Word of the Week

Dance Your Dance

When is the last time you felt alive? When is the last time you felt free with passion bringing light to your eyes that you thought was long past? When is the last time you danced?

For me, being connected to new ideas and meaningful conversations always enlivens.

In this matter, if you've followed my blog for long you know that reading and being introduced to quality books is one of my favorite things. So, how grateful I was to be given some new texts to check out via conversations with the regional director of Feed the Children East Africa, Seintje who I met over the course of our recent travels. Seintje, being a native of Holland and seminary trained in the UK, shared with me several of her favorites that were new finds for my collection.

And I didn't have to wait long to find them. After a stop at a Catholic bookstore in downtown Nairobi a couple of days ago, I was able to pick up a copy of one of her recommendations called Awareness: the Perils and Opportunities of Reality by Anthony De Mello.

I was immediately drawn in to this book of insightful spiritual wisdom from the very first pages. Especially as I read these words of exhortation by Mello: "My business is to do my thing, to dance my dance. If you profit from it, fine; if you don't too bad! As the Arabs say, 'The nature of rain is the same, but it makes thorns grow in the marshes and flowers in the gardens.'"

What I love about this particular quote is the clarity of the idea shared. It's direct and to the point: how often are we all guilty of moving in the direction of someone else's life path and not our own. We so easily make the moves of our lives based on a cultural blueprint rather than what might be our new course to blaze. When we do this, we aren't awake to our own lives, as Mello writes. We are sleep walking instead.

I met several large groups of women this week who greeted our Feed the Children delegation with dancing and singing. No sleep walking for them, literally. As we got out of the car on several occasions, the welcome started cheering loudly and dancing with hands raised! These women could have had easily shied away from being themselves, we were strangers after all. But no matter what excuses they could have given-- they danced. They danced in their own way at their own pace with joy on their faces to be able to share their lives with us.

So too, this must be our way, says Mello. We all have our dance and we must get to it. Our dancing will be like rain on the parched ground for some who have forgotten what joy looks like. Seeing us dance might remind them how to dance again too right where they are.

Yet, others, who are walking in the dark (and very much liking the way things are) will look at our dancing and point their fingers in exclamation of our insanity. Stop living this way! Stop being so happy! You can't live like this. You're exposing our anxiety and loneliness. You're exposing our fear.

They'll say these things because they are jealous of our freedom. They'll wish they could cut loose too. They haven't yet learned to dance.

But no matter what, our invitation to dance by our God remains. We all get this invitation. Our dance card is ready. Time will tell where we will go. We just have to get to it: dancing our dance. It's ours to dance alone.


Exercise brief
Set down the lines below, exactly, starting at the one that contains "Object detection: find *human eye*." and stopping at the last line, inclusive. Omit pictures.

Records from a collection
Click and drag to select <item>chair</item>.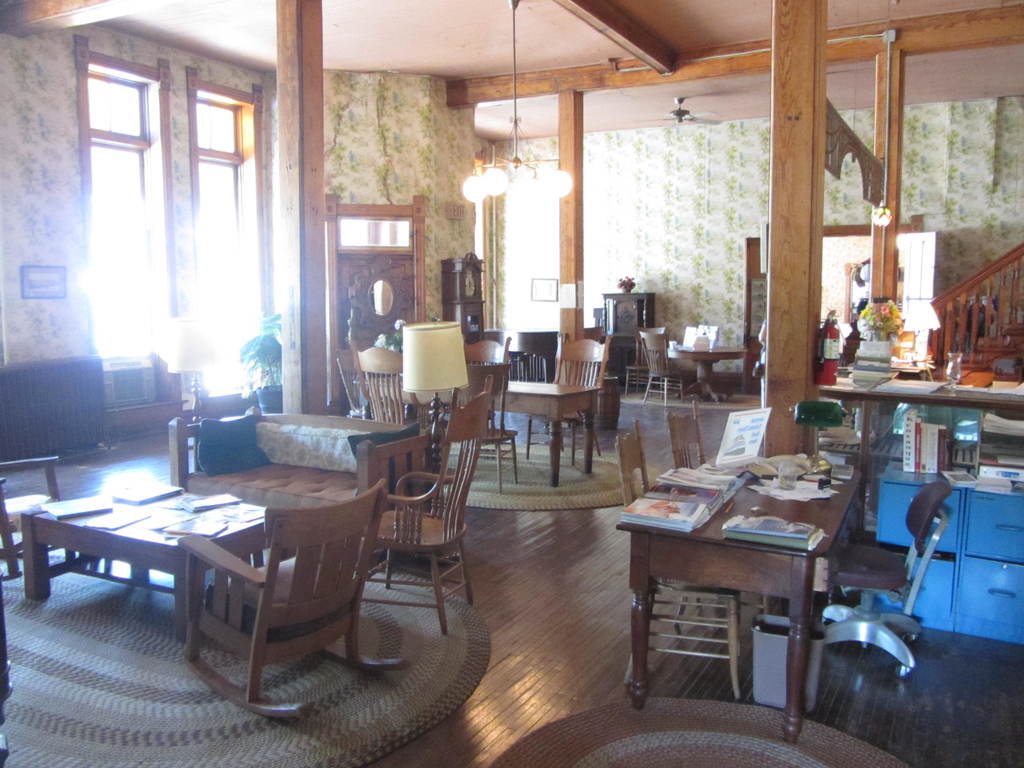
Selection: Rect(518, 332, 604, 466).
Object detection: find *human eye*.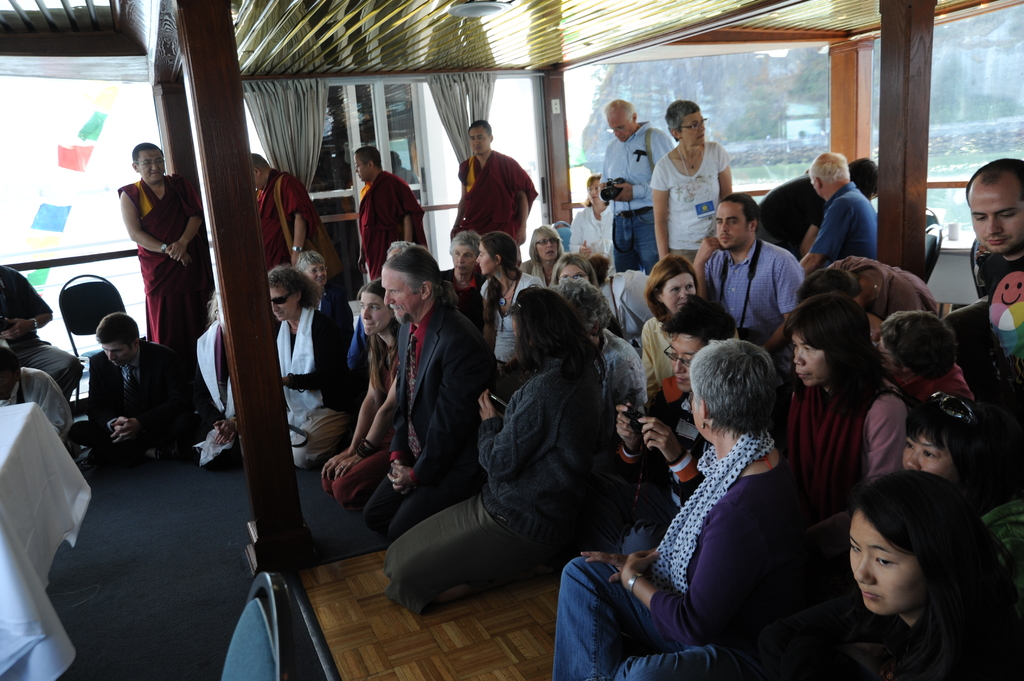
{"x1": 309, "y1": 268, "x2": 316, "y2": 275}.
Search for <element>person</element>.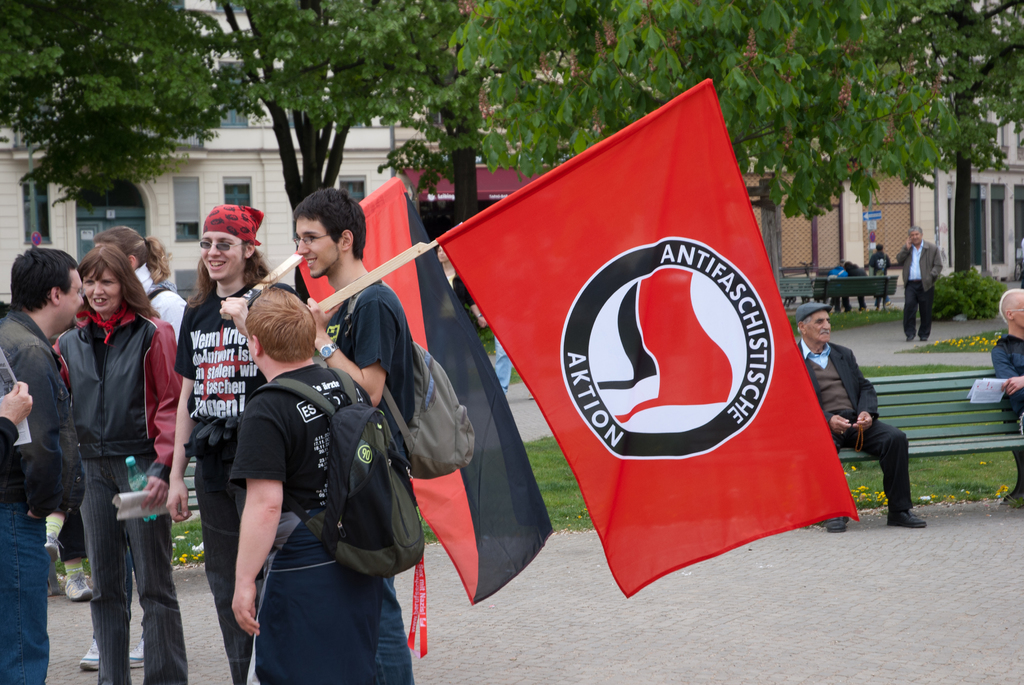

Response
Object detection: find *human eye*.
{"x1": 309, "y1": 268, "x2": 316, "y2": 275}.
Search for <element>person</element>.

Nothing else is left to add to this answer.